Lee Tracy was confused. Perplexed. Still is. But in a good way. “It’s almost like I had threads attached to my brain that were thoughts that didn’t belong to me, and I had to get out the scissors and start cutting them,” Tracy says. “And I’m still cutting them today.” She may still have some snipping to do, but chatting with us in her Near North studio, it seems Tracy has clipped her way free of whatever impeded her in the past. The latest evidence is “Negative to Positive,” her show at the International Museum of Surgical Science.Seven years ago, numbness in her face sent Tracy to the hospital for a brain scan. It came back negative. The symptoms abated; Tracy moved on, but she wasn’t quite the same. “That was really a period of change for me, a period of questioning,” she says. “Things like, What does it mean to be an artist? What’s my role? How am I supposed to sustain that—be in the world but yet apart from it? I have those answers today. And now, a lot of what I learned, I’m able to push into action. But then there are bigger questions that I can’t answer and I don’t think anyone can. I don’t want to say [that the questions are about] the meaning of life. It’s not that. But how does the universe work? And is there a pattern? I like going into topics like that.”
In the past, Tracy has worked in various natural environments, subjecting objects—teardrop-shaped forms, swaths of red fabric—to sun, wind and water. Those public art projects were forays, overtures to the bigger world—that bit of the universe we call home (when we remember that there’s more to our world than city streets and that strip of beach to which we occasionally escape). “I have missed what Ansel Adams saw, what Blake saw, what Yeats writes about,” Tracy says, “that there are answers in nature that help us to understand our humanness. I wanted that experience, so I had to go out and create it. And it’s funny how it works, because although it is life-altering, it doesn’t hit until after I leave, as I’m driving back to the city. Then it’s, Wow, what did I just do?”
Her artwork took the form of journeys as well as challenges to her perception of art and art making. Many of Tracy’s projects involve site-specific installations in remote locations, and the process is then documented with photographs. Although confined to a gallery space, “Negative to Positive” is a journey, too; it’s a trip back to that period of change in Tracy’s life and a trip forward, an expression of her newfound willingness to accept uncertainty as a partner in her pursuits, rather than an importunate hindrance. “I don’t apply for grants because there’s too much writing about what you’re going to do and why you’re going to do it,” Tracy laughs. “I tried a few, but it’s not for me, because I know what I’m going to set out to do, I don’t know why and I don’t know the meaning until after it’s done. I like this process of not knowing.”
“Negative to Positive” centers around images of Tracy’s brain from that long-ago scan, on which she has etched thoughts she penned back when she was seeking help—such somewhat cryptic observations as, “Throw stuff out there,” or “Every thought gets a new wrinkle.” Mementos, urgings, shadows of life, these black-and-white images underscore the fragility—and potential—of the human body and its dreams and desires. The scans are mounted in light boxes on the wall.Looking back, Tracy relates, “I wanted to be free; I wanted to use my brain; I wanted to think expansive thoughts. But I realized I wasn’t free, because so many of the ideas in my head were planted there as a child, or each time I walked out to Whole Foods or the gas station. Thoughts that weren’t mine. So I’m freer from that experience. I know what I want.”
“Negative to Positive” is on view at the International Museum of Surgical Science through July 21.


◆ Work request:
Beginning with the line that contains "Image is 621x313 pixels.", retype the entries below exactly, ending with the line that contains "Image is 644x280 pixels.". Leave out any pictures.

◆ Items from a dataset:
═══

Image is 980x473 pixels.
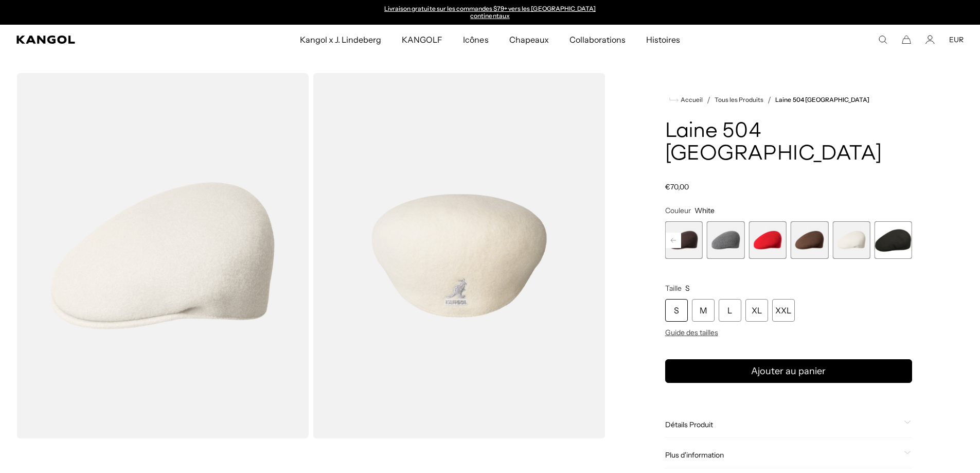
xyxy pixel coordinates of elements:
[499,25,559,54] a: Chapeaux
[775,95,869,104] font: Laine 504 [GEOGRAPHIC_DATA]
[665,328,718,337] font: Guide des tailles
[17,73,309,438] img: couleur-blanc
[453,25,499,54] a: Icônes
[17,73,606,438] product-gallery: Visionneuse de galerie
[384,4,596,20] a: Livraison gratuite sur les commandes $79+ vers les [GEOGRAPHIC_DATA] continentaux
[926,35,935,44] a: Compte
[775,96,869,104] a: Laine 504 [GEOGRAPHIC_DATA]
[695,205,714,215] span: White
[384,5,596,20] div: Annonce
[384,5,596,20] slideshow-component: Barre d'annonce
[685,284,690,293] span: S
[300,35,382,45] font: Kangol x J. Lindeberg
[665,121,882,164] font: Laine 504 [GEOGRAPHIC_DATA]
[714,96,764,104] a: Tous les Produits
[313,73,605,438] img: couleur-blanc
[17,35,198,44] a: Kangol
[392,25,453,54] a: KANGOLF
[665,182,689,191] font: €70,00
[714,95,764,104] font: Tous les Produits
[874,221,912,259] div: 12 sur 12
[665,221,703,259] label: Expresso
[570,35,625,45] font: Collaborations
[665,450,724,460] font: Plus d'information
[384,5,596,20] div: 1 sur 2
[646,35,680,45] font: Histoires
[289,25,392,54] a: Kangol x J. Lindeberg
[680,95,703,104] font: Accueil
[670,95,703,104] a: Accueil
[665,205,691,215] font: Couleur
[902,35,911,44] button: Panier
[748,221,786,259] div: 9 sur 12
[707,221,744,259] div: 8 sur 12
[402,35,442,45] font: KANGOLF
[707,95,711,105] font: /
[463,35,488,45] font: Icônes
[727,305,732,316] font: L
[636,25,690,54] a: Histoires
[949,35,963,44] button: EUR
[665,284,682,293] font: Taille
[791,221,828,259] label: le tabac
[665,221,703,259] div: 7 sur 12
[665,93,912,106] nav: chapelure
[767,95,771,105] font: /
[700,305,707,316] font: M
[874,221,912,259] label: Loden
[791,221,828,259] div: 10 sur 12
[674,305,679,316] font: S
[775,305,791,316] font: XXL
[832,221,870,259] label: Blanc
[748,221,786,259] label: Rouge
[751,305,762,316] font: XL
[665,420,713,429] font: Détails Produit
[665,359,912,383] button: Ajouter au panier
[878,35,887,44] summary: Rechercher ici
[559,25,636,54] a: Collaborations
[751,365,826,376] font: Ajouter au panier
[707,221,744,259] label: Flanelle
[832,221,870,259] div: 11 sur 12
[510,35,549,45] font: Chapeaux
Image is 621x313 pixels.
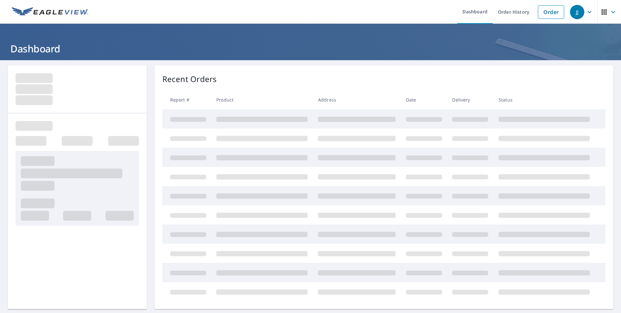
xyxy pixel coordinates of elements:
th: Date [401,90,447,109]
th: Report # [162,90,211,109]
th: Product [211,90,313,109]
p: Recent Orders [162,73,217,85]
img: EV Logo [12,7,88,17]
th: Status [493,90,595,109]
th: Address [313,90,401,109]
th: Delivery [447,90,493,109]
div: JJ [570,5,584,19]
a: Order [538,5,564,19]
h1: Dashboard [8,42,613,55]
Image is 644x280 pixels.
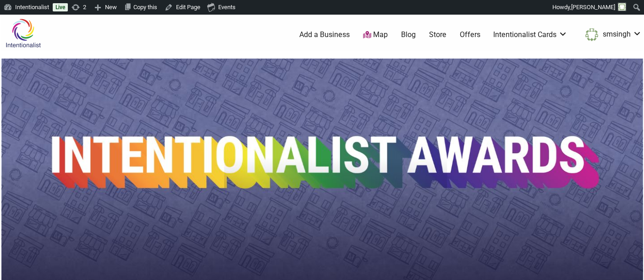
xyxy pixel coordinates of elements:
a: Store [429,30,447,40]
a: Offers [460,30,481,40]
img: Intentionalist [1,19,45,48]
span: [PERSON_NAME] [571,4,615,10]
a: Intentionalist Cards [493,30,568,40]
a: Live [53,3,68,11]
a: Blog [401,30,416,40]
a: Map [363,30,388,40]
a: Add a Business [300,30,350,40]
a: smsingh [581,27,642,43]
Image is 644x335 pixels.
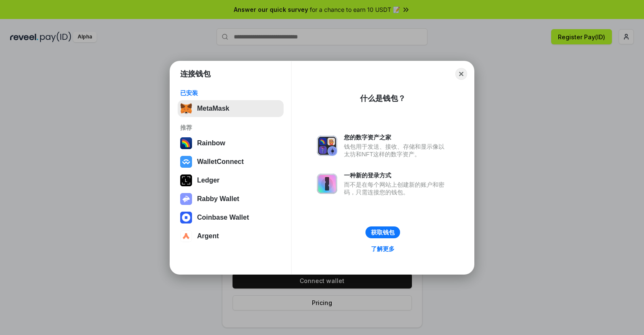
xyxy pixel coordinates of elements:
div: 您的数字资产之家 [344,133,449,141]
div: 了解更多 [371,245,394,253]
div: 什么是钱包？ [360,93,405,104]
button: MetaMask [177,100,283,117]
div: 推荐 [180,124,281,131]
button: Coinbase Wallet [177,209,283,226]
div: WalletConnect [197,158,244,165]
img: svg+xml,%3Csvg%20width%3D%2228%22%20height%3D%2228%22%20viewBox%3D%220%200%2028%2028%22%20fill%3D... [180,212,192,223]
img: svg+xml,%3Csvg%20xmlns%3D%22http%3A%2F%2Fwww.w3.org%2F2000%2Fsvg%22%20fill%3D%22none%22%20viewBox... [317,136,337,156]
img: svg+xml,%3Csvg%20fill%3D%22none%22%20height%3D%2233%22%20viewBox%3D%220%200%2035%2033%22%20width%... [180,103,192,114]
button: Ledger [177,172,283,189]
button: Close [455,68,467,80]
div: 一种新的登录方式 [344,172,449,179]
img: svg+xml,%3Csvg%20xmlns%3D%22http%3A%2F%2Fwww.w3.org%2F2000%2Fsvg%22%20fill%3D%22none%22%20viewBox... [180,193,192,205]
div: 钱包用于发送、接收、存储和显示像以太坊和NFT这样的数字资产。 [344,143,449,158]
button: Rabby Wallet [177,190,283,207]
img: svg+xml,%3Csvg%20width%3D%2228%22%20height%3D%2228%22%20viewBox%3D%220%200%2028%2028%22%20fill%3D... [180,230,192,242]
img: svg+xml,%3Csvg%20xmlns%3D%22http%3A%2F%2Fwww.w3.org%2F2000%2Fsvg%22%20width%3D%2228%22%20height%3... [180,174,192,186]
div: Coinbase Wallet [197,214,249,221]
div: 而不是在每个网站上创建新的账户和密码，只需连接您的钱包。 [344,181,449,196]
button: 获取钱包 [365,226,400,238]
div: Argent [197,232,219,240]
img: svg+xml,%3Csvg%20width%3D%2228%22%20height%3D%2228%22%20viewBox%3D%220%200%2028%2028%22%20fill%3D... [180,156,192,168]
img: svg+xml,%3Csvg%20xmlns%3D%22http%3A%2F%2Fwww.w3.org%2F2000%2Fsvg%22%20fill%3D%22none%22%20viewBox... [317,173,337,194]
div: 获取钱包 [371,229,394,236]
button: Rainbow [177,135,283,152]
div: Rabby Wallet [197,195,239,203]
div: Rainbow [197,139,225,147]
h1: 连接钱包 [180,69,210,79]
button: Argent [177,228,283,245]
div: MetaMask [197,105,229,112]
div: 已安装 [180,89,281,97]
div: Ledger [197,177,219,184]
button: WalletConnect [177,153,283,170]
a: 了解更多 [366,243,400,254]
img: svg+xml,%3Csvg%20width%3D%22120%22%20height%3D%22120%22%20viewBox%3D%220%200%20120%20120%22%20fil... [180,137,192,149]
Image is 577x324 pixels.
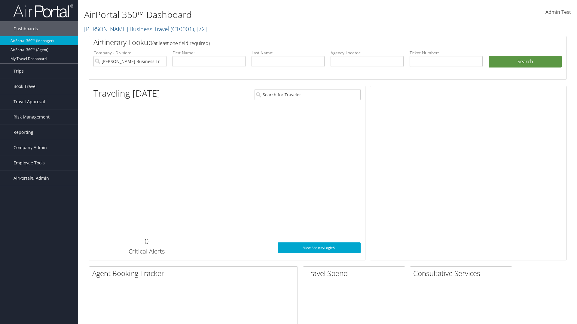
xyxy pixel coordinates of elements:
[545,9,571,15] span: Admin Test
[14,94,45,109] span: Travel Approval
[92,268,297,279] h2: Agent Booking Tracker
[152,40,210,47] span: (at least one field required)
[14,21,38,36] span: Dashboards
[172,50,245,56] label: First Name:
[84,25,207,33] a: [PERSON_NAME] Business Travel
[14,110,50,125] span: Risk Management
[13,4,73,18] img: airportal-logo.png
[93,37,522,47] h2: Airtinerary Lookup
[194,25,207,33] span: , [ 72 ]
[277,243,360,253] a: View SecurityLogic®
[14,64,24,79] span: Trips
[93,247,199,256] h3: Critical Alerts
[330,50,403,56] label: Agency Locator:
[251,50,324,56] label: Last Name:
[14,125,33,140] span: Reporting
[254,89,360,100] input: Search for Traveler
[93,87,160,100] h1: Traveling [DATE]
[14,140,47,155] span: Company Admin
[14,156,45,171] span: Employee Tools
[14,79,37,94] span: Book Travel
[545,3,571,22] a: Admin Test
[306,268,405,279] h2: Travel Spend
[171,25,194,33] span: ( C10001 )
[409,50,482,56] label: Ticket Number:
[93,236,199,247] h2: 0
[84,8,408,21] h1: AirPortal 360™ Dashboard
[93,50,166,56] label: Company - Division:
[488,56,561,68] button: Search
[413,268,511,279] h2: Consultative Services
[14,171,49,186] span: AirPortal® Admin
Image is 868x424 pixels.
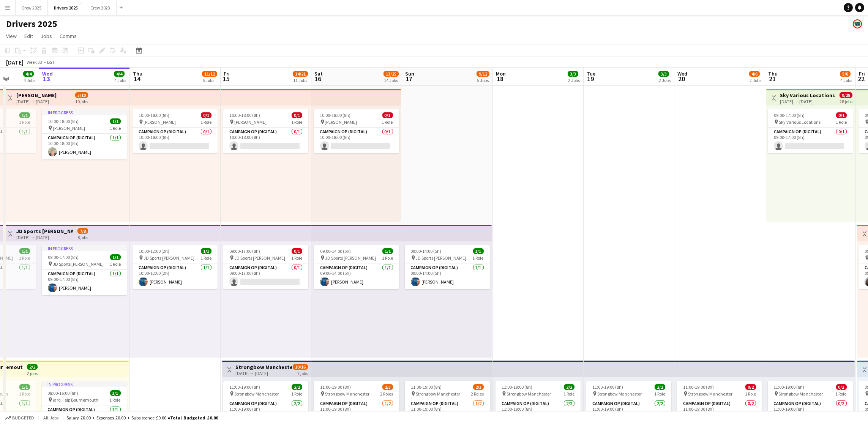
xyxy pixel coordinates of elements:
[836,385,847,390] span: 0/2
[201,112,211,118] span: 0/1
[223,109,308,153] div: 10:00-18:00 (8h)0/1 [PERSON_NAME]1 RoleCampaign Op (Digital)0/110:00-18:00 (8h)
[507,391,551,397] span: Strongbow Manchester
[835,119,847,125] span: 1 Role
[133,109,217,153] div: 10:00-18:00 (8h)0/1 [PERSON_NAME]1 RoleCampaign Op (Digital)0/110:00-18:00 (8h)
[235,371,292,376] div: [DATE] → [DATE]
[66,415,218,421] div: Salary £0.00 + Expenses £0.00 + Subsistence £0.00 =
[382,119,393,125] span: 1 Role
[229,248,260,254] span: 09:00-17:00 (8h)
[47,59,55,65] div: BST
[567,71,578,77] span: 3/3
[564,385,575,390] span: 2/2
[749,71,760,77] span: 4/6
[20,112,30,118] span: 1/1
[325,119,357,125] span: [PERSON_NAME]
[42,270,127,295] app-card-role: Campaign Op (Digital)1/109:00-17:00 (8h)[PERSON_NAME]
[133,245,217,290] app-job-card: 10:00-12:00 (2h)1/1 JD Sports [PERSON_NAME]1 RoleCampaign Op (Digital)1/110:00-12:00 (2h)[PERSON_...
[405,245,489,290] app-job-card: 09:00-14:00 (5h)1/1 JD Sports [PERSON_NAME]1 RoleCampaign Op (Digital)1/109:00-14:00 (5h)[PERSON_...
[21,31,36,41] a: Edit
[473,248,484,254] span: 1/1
[779,98,834,104] div: [DATE] → [DATE]
[405,71,414,77] span: Sun
[222,75,229,83] span: 15
[200,255,211,261] span: 1 Role
[314,109,399,153] app-job-card: 10:00-18:00 (8h)0/1 [PERSON_NAME]1 RoleCampaign Op (Digital)0/110:00-18:00 (8h)
[411,385,442,390] span: 11:00-19:00 (8h)
[839,71,850,77] span: 5/8
[314,263,399,290] app-card-role: Campaign Op (Digital)1/109:00-14:00 (5h)[PERSON_NAME]
[677,71,687,77] span: Wed
[597,391,642,397] span: Strongbow Manchester
[57,31,80,41] a: Comms
[16,0,48,16] button: Crew 2025
[654,385,665,390] span: 2/2
[170,415,218,421] span: Total Budgeted £0.00
[19,391,30,397] span: 1 Role
[41,33,52,39] span: Jobs
[502,385,532,390] span: 11:00-19:00 (8h)
[293,77,307,83] div: 11 Jobs
[42,245,127,295] app-job-card: In progress09:00-17:00 (8h)1/1 JD Sports [PERSON_NAME]1 RoleCampaign Op (Digital)1/109:00-17:00 (...
[42,415,60,421] span: All jobs
[382,112,393,118] span: 0/1
[48,254,79,260] span: 09:00-17:00 (8h)
[767,128,852,153] app-card-role: Campaign Op (Digital)0/109:00-17:00 (8h)
[563,391,575,397] span: 1 Role
[658,77,670,83] div: 2 Jobs
[592,385,623,390] span: 11:00-19:00 (8h)
[42,109,127,116] div: In progress
[42,381,127,387] div: In progress
[767,109,852,153] div: 09:00-17:00 (8h)0/1 Sky Various Locations1 RoleCampaign Op (Digital)0/109:00-17:00 (8h)
[224,71,229,77] span: Fri
[4,414,35,422] button: Budgeted
[852,20,861,29] app-user-avatar: Claire Stewart
[839,98,852,104] div: 28 jobs
[27,364,38,370] span: 2/2
[472,255,484,261] span: 1 Role
[779,391,823,397] span: Strongbow Manchester
[293,364,308,370] span: 10/16
[314,245,399,290] div: 09:00-14:00 (5h)1/1 JD Sports [PERSON_NAME]1 RoleCampaign Op (Digital)1/109:00-14:00 (5h)[PERSON_...
[202,71,217,77] span: 11/12
[27,370,38,376] div: 2 jobs
[292,248,302,254] span: 0/1
[688,391,732,397] span: Strongbow Manchester
[6,33,16,39] span: View
[320,248,351,254] span: 09:00-14:00 (5h)
[404,75,414,83] span: 17
[110,397,120,403] span: 1 Role
[143,255,194,261] span: JD Sports [PERSON_NAME]
[749,77,761,83] div: 2 Jobs
[774,112,804,118] span: 09:00-17:00 (8h)
[42,109,127,159] div: In progress10:00-18:00 (8h)1/1 [PERSON_NAME]1 RoleCampaign Op (Digital)1/110:00-18:00 (8h)[PERSON...
[42,134,127,159] app-card-role: Campaign Op (Digital)1/110:00-18:00 (8h)[PERSON_NAME]
[291,119,302,125] span: 1 Role
[292,112,302,118] span: 0/1
[314,128,399,153] app-card-role: Campaign Op (Digital)0/110:00-18:00 (8h)
[20,248,30,254] span: 1/1
[234,391,279,397] span: Strongbow Manchester
[52,125,85,131] span: [PERSON_NAME]
[19,119,30,125] span: 1 Role
[202,77,216,83] div: 6 Jobs
[683,385,714,390] span: 11:00-19:00 (8h)
[839,93,852,98] span: 0/28
[416,255,466,261] span: JD Sports [PERSON_NAME]
[48,390,79,396] span: 08:00-16:00 (8h)
[857,75,865,83] span: 22
[229,385,260,390] span: 11:00-19:00 (8h)
[836,112,847,118] span: 0/1
[405,263,489,290] app-card-role: Campaign Op (Digital)1/109:00-14:00 (5h)[PERSON_NAME]
[470,391,484,397] span: 2 Roles
[133,128,217,153] app-card-role: Campaign Op (Digital)0/110:00-18:00 (8h)
[133,71,143,77] span: Thu
[77,234,88,240] div: 8 jobs
[320,385,351,390] span: 11:00-19:00 (8h)
[6,58,24,66] div: [DATE]
[229,112,260,118] span: 10:00-18:00 (8h)
[382,255,393,261] span: 1 Role
[41,75,52,83] span: 13
[235,364,292,371] h3: Strongbow Manchester
[585,75,595,83] span: 19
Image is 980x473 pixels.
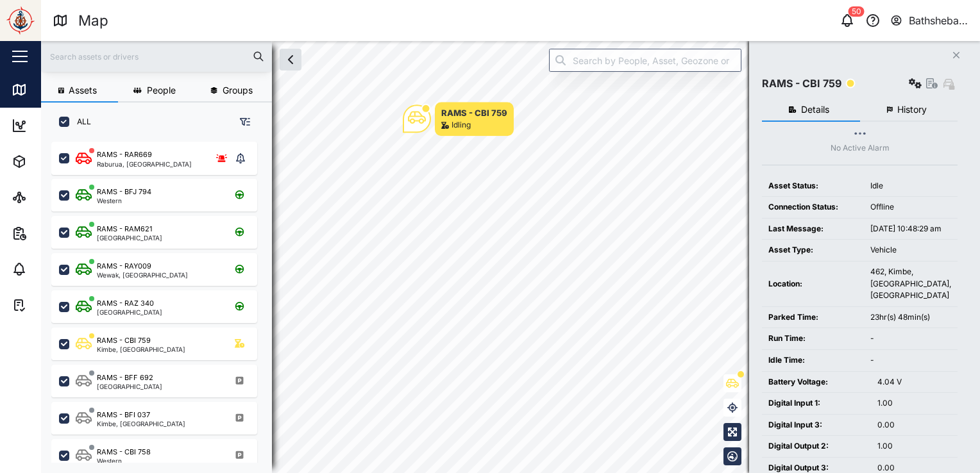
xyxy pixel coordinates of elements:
[97,373,153,384] div: RAMS - BFF 692
[800,105,829,114] span: Details
[7,7,34,34] img: Main Logo
[33,262,74,277] div: Alarms
[97,336,151,346] div: RAMS - CBI 759
[33,298,69,312] div: Tasks
[49,47,264,66] input: Search assets or drivers
[870,181,951,192] div: Idle
[870,244,951,256] div: Vehicle
[33,82,62,97] div: Map
[870,355,951,367] div: -
[877,377,951,389] div: 4.04 V
[762,76,842,91] div: RAMS - CBI 759
[223,86,253,95] span: Groups
[870,201,951,214] div: Offline
[97,224,152,235] div: RAMS - RAM621
[403,102,514,136] div: Map marker
[147,86,176,95] span: People
[69,86,97,95] span: Assets
[451,120,471,131] div: Idling
[41,41,980,473] canvas: Map
[33,119,91,132] div: Dashboard
[768,201,857,214] div: Connection Status:
[849,7,864,17] div: 50
[877,441,951,453] div: 1.00
[97,421,185,427] div: Kimbe, [GEOGRAPHIC_DATA]
[441,107,507,120] div: RAMS - CBI 759
[768,181,857,192] div: Asset Status:
[51,137,272,463] div: grid
[97,186,151,197] div: RAMS - BFJ 794
[97,458,151,464] div: Western
[97,272,188,279] div: Wewak, [GEOGRAPHIC_DATA]
[768,312,857,324] div: Parked Time:
[33,227,77,240] div: Reports
[768,355,857,367] div: Idle Time:
[97,384,162,390] div: [GEOGRAPHIC_DATA]
[97,410,150,421] div: RAMS - BFI 037
[768,333,857,345] div: Run Time:
[768,420,864,432] div: Digital Input 3:
[768,244,857,256] div: Asset Type:
[870,223,951,236] div: [DATE] 10:48:29 am
[870,312,951,324] div: 23hr(s) 48min(s)
[97,161,191,168] div: Raburua, [GEOGRAPHIC_DATA]
[768,377,864,389] div: Battery Voltage:
[97,346,185,353] div: Kimbe, [GEOGRAPHIC_DATA]
[33,155,74,169] div: Assets
[877,420,951,432] div: 0.00
[870,266,951,302] div: 462, Kimbe, [GEOGRAPHIC_DATA], [GEOGRAPHIC_DATA]
[33,190,64,205] div: Sites
[97,149,152,160] div: RAMS - RAR669
[97,235,162,241] div: [GEOGRAPHIC_DATA]
[97,298,154,309] div: RAMS - RAZ 340
[78,10,108,32] div: Map
[908,13,969,28] div: Bathsheba Kare
[768,397,864,410] div: Digital Input 1:
[898,105,927,114] span: History
[768,223,857,236] div: Last Message:
[97,309,162,316] div: [GEOGRAPHIC_DATA]
[877,397,951,410] div: 1.00
[890,12,969,29] button: Bathsheba Kare
[768,441,864,453] div: Digital Output 2:
[549,49,742,72] input: Search by People, Asset, Geozone or Place
[870,333,951,345] div: -
[831,142,890,155] div: No Active Alarm
[97,261,151,272] div: RAMS - RAY009
[768,279,857,290] div: Location:
[97,197,151,204] div: Western
[97,447,151,458] div: RAMS - CBI 758
[70,117,91,127] label: ALL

═══

◆ Solution to the exercise:
Image is 621x313 pixels.
xyxy pixel coordinates of elements:
th: Date [401,90,447,109]
th: Report # [162,90,211,109]
th: Product [211,90,313,109]
p: Recent Orders [162,73,217,85]
img: EV Logo [12,7,88,17]
th: Status [493,90,595,109]
th: Address [313,90,401,109]
th: Delivery [447,90,493,109]
div: JJ [570,5,584,19]
a: Order [538,5,564,19]
h1: Dashboard [8,42,613,55]
Image is 644x280 pixels.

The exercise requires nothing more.